The crowd was dispersing quickly as the Pope’s helicopter disappeared into the overcast sky on its way back to Edmonton.
LongJohn had traveled from Sturgeon Lake First Nation in Saskatchewan to Maskwacis First Nation as part of her own healing journey. She went to the St. Michael’s Indian Residential School in Duck Lake, Saskatchewan, and she carries not only her own story but those of her parents and her late sister.
“I cried,” she told ICT about hearing the Pope’s apology. “I was looking down on the ground because my deceased parents were residential school survivors as well. I had an older sister who passed away in 1996, who is not able to hear what the pope has said. My mom passed away two weeks ago — she was 91 — and she was unable to experience this event, but hopefully she is looking down from the spirit world.”
The Pope’s apology drew applause from the thousands of people gathered Monday at Maskwacis on the site of the former Ermineskin Indian Residential School, but it also drew tears among many in the crowd.

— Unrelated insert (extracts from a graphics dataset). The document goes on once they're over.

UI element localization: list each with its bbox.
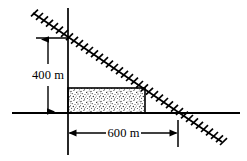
slope-diagram-figure: 400 m 600 m <box>0 0 247 161</box>
width-dimension: 600 m <box>70 120 179 147</box>
height-dimension-label: 400 m <box>32 68 64 82</box>
height-dimension: 400 m <box>32 38 68 112</box>
width-dimension-label: 600 m <box>107 126 139 140</box>
diagram-canvas: 400 m 600 m <box>0 0 247 161</box>
soil-block <box>68 88 145 113</box>
soil-block-rect <box>68 88 145 113</box>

For some, the apology was not enough for the generations lost to the trauma of residential schools, some of whom remain in unmarked graves on school grounds. For others, it was a start toward healing that would begin with forgiveness.
“I am deeply sorry,” the Pope said Monday, in his first visit to Indigenous lands in Canada. “In the face of this deplorable evil, the church kneels before God and implores his forgiveness for the sins of her children.”

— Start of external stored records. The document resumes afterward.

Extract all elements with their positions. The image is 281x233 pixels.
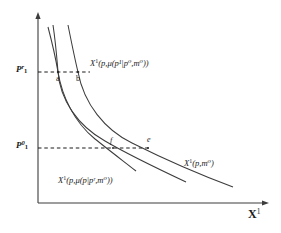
point-label-b: b [76, 75, 80, 83]
curve-compensated-pr [48, 27, 136, 171]
x-axis-arrowhead [262, 200, 269, 205]
curve-label-compensated-p1: X1(p,μ(p¹|p⁰,m⁰)) [90, 58, 149, 68]
y-axis-tick-lower: P01 [16, 140, 28, 151]
x-axis-title-superscript: 1 [257, 207, 261, 216]
x-axis-title: X1 [248, 208, 260, 220]
point-label-e: e [147, 136, 151, 144]
point-label-a: a [56, 75, 60, 83]
y-axis-arrowhead [35, 12, 40, 19]
curve-label-compensated-pr-expr: (p,μ(p|pʳ,m⁰)) [66, 175, 112, 185]
curve-label-marshallian: X1(p,m⁰) [184, 158, 214, 168]
point-marker-a [57, 71, 59, 73]
point-label-f: f [110, 137, 112, 145]
y-axis-tick-upper: Pr1 [16, 64, 27, 75]
point-marker-b [77, 71, 79, 73]
curve-label-compensated-p1-expr: (p,μ(p¹|p⁰,m⁰)) [98, 58, 148, 68]
x-axis-title-base: X [248, 207, 257, 221]
point-marker-e [147, 147, 149, 149]
point-marker-f [112, 147, 114, 149]
demand-curve-figure: Pr1 P01 X1 X1(p,μ(p¹|p⁰,m⁰)) X1(p,m⁰) X1… [0, 0, 281, 233]
figure-canvas [0, 0, 281, 233]
curve-label-compensated-pr: X1(p,μ(p|pʳ,m⁰)) [58, 175, 113, 185]
y-axis-tick-upper-subscript: 1 [24, 67, 27, 74]
curve-label-marshallian-expr: (p,m⁰) [192, 158, 214, 168]
y-axis-tick-lower-subscript: 1 [25, 143, 28, 150]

The Pope also acknowledged that his apology – and his recounting of the harsh conditions and abuse many of the students suffered after being forced from their families to attend school – would stir bad memories.
“The memory of those children is indeed painful,” he said. “We want to walk together, to pray together, to work together, so that the sufferings of the past can lead to a future of justice, healing and reconciliation.”

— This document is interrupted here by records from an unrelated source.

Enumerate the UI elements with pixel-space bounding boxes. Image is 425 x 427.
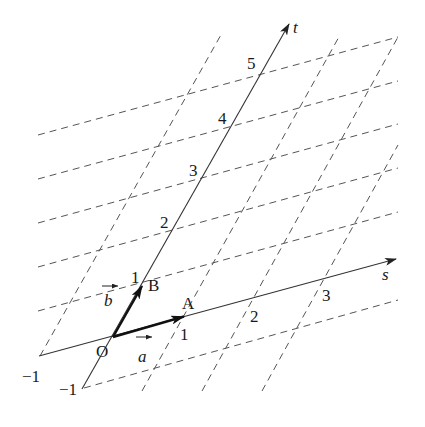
grid-line-t-2 (38, 168, 398, 267)
grid-lines-constant-t (38, 37, 398, 388)
point-a-label: A (182, 294, 195, 313)
s-axis-label: s (382, 265, 389, 284)
point-b-label: B (148, 276, 159, 295)
grid-line-t--1 (84, 300, 398, 388)
vector-b-label: b (104, 291, 113, 310)
grid-line-s-2 (202, 37, 398, 391)
grid-line-t-4 (38, 81, 398, 179)
origin-label: O (96, 342, 108, 361)
t-tick-label-2: 2 (160, 213, 169, 232)
grid-line-t-3 (38, 124, 398, 223)
s-axis (39, 259, 396, 356)
axis-tick-labels: −1123−112345 (22, 54, 331, 399)
s-tick-label-1: 1 (180, 325, 189, 344)
grid-line-s-1 (142, 35, 340, 391)
oblique-coordinate-diagram: −1123−112345 O A B a b s t (0, 0, 425, 427)
grid-line-t-1 (38, 212, 398, 311)
grid-lines-constant-s (40, 33, 398, 391)
t-tick-label-3: 3 (189, 161, 198, 180)
vector-a-label: a (138, 347, 147, 366)
s-tick-label-2: 2 (250, 307, 259, 326)
s-tick-label--1: −1 (22, 367, 40, 386)
t-axis-label: t (293, 18, 299, 37)
t-tick-label-1: 1 (131, 268, 140, 287)
diagram-canvas: −1123−112345 O A B a b s t (0, 0, 425, 427)
s-tick-label-3: 3 (322, 286, 331, 305)
t-tick-label--1: −1 (59, 380, 77, 399)
t-tick-label-4: 4 (218, 109, 227, 128)
t-tick-label-5: 5 (247, 54, 256, 73)
grid-line-s-3 (262, 145, 398, 391)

He continued, “It is necessary to remember how the policies of assimilation … were devastating for the peoples of these lands,” he said, citing the “physical, verbal, psychological and spiritual abuse” of the children.
Wilton Littlechild, a Cree chief who served as grand chief of the Confederacy of the Treaty Six First Nations and who is a residential school survivor, heard testimony from hundreds of survivors while serving as a member of Canada’s Truth and Reconciliation Commission.
For many, he said, the apology mattered.
“This is the been a journey for many Indigenous peoples who wanted to see this day happen, in tears, sometimes in anger, who said to me, ‘I just want to hear three words from the Pope in front of me, ‘I am sorry,” for what happened to me as a child,” Littlechild told ICT.
“I was just following their instructions all these years making sure he made that commitment. And sure enough, here we are.”
‘Pain and remorse’
More than 150,000 Indigenous children in Canada were taken from their families and forced to attend government-funded schools in an effort to isolate them from their families, traditions and language.
The Catholic Church’s missionaries operated more than 60 percent of the 139 residential schools in Canada that received government funds, and more than one-fourth of the more than 400 board schools in the United States. Thousands more attended church-run schools.
The schools were designed to assimilate the children into mainstream society, so their hair was cut, they were beaten for speaking their language, and they often suffered physical or sexual abuse. Many of them died at school, never to return home.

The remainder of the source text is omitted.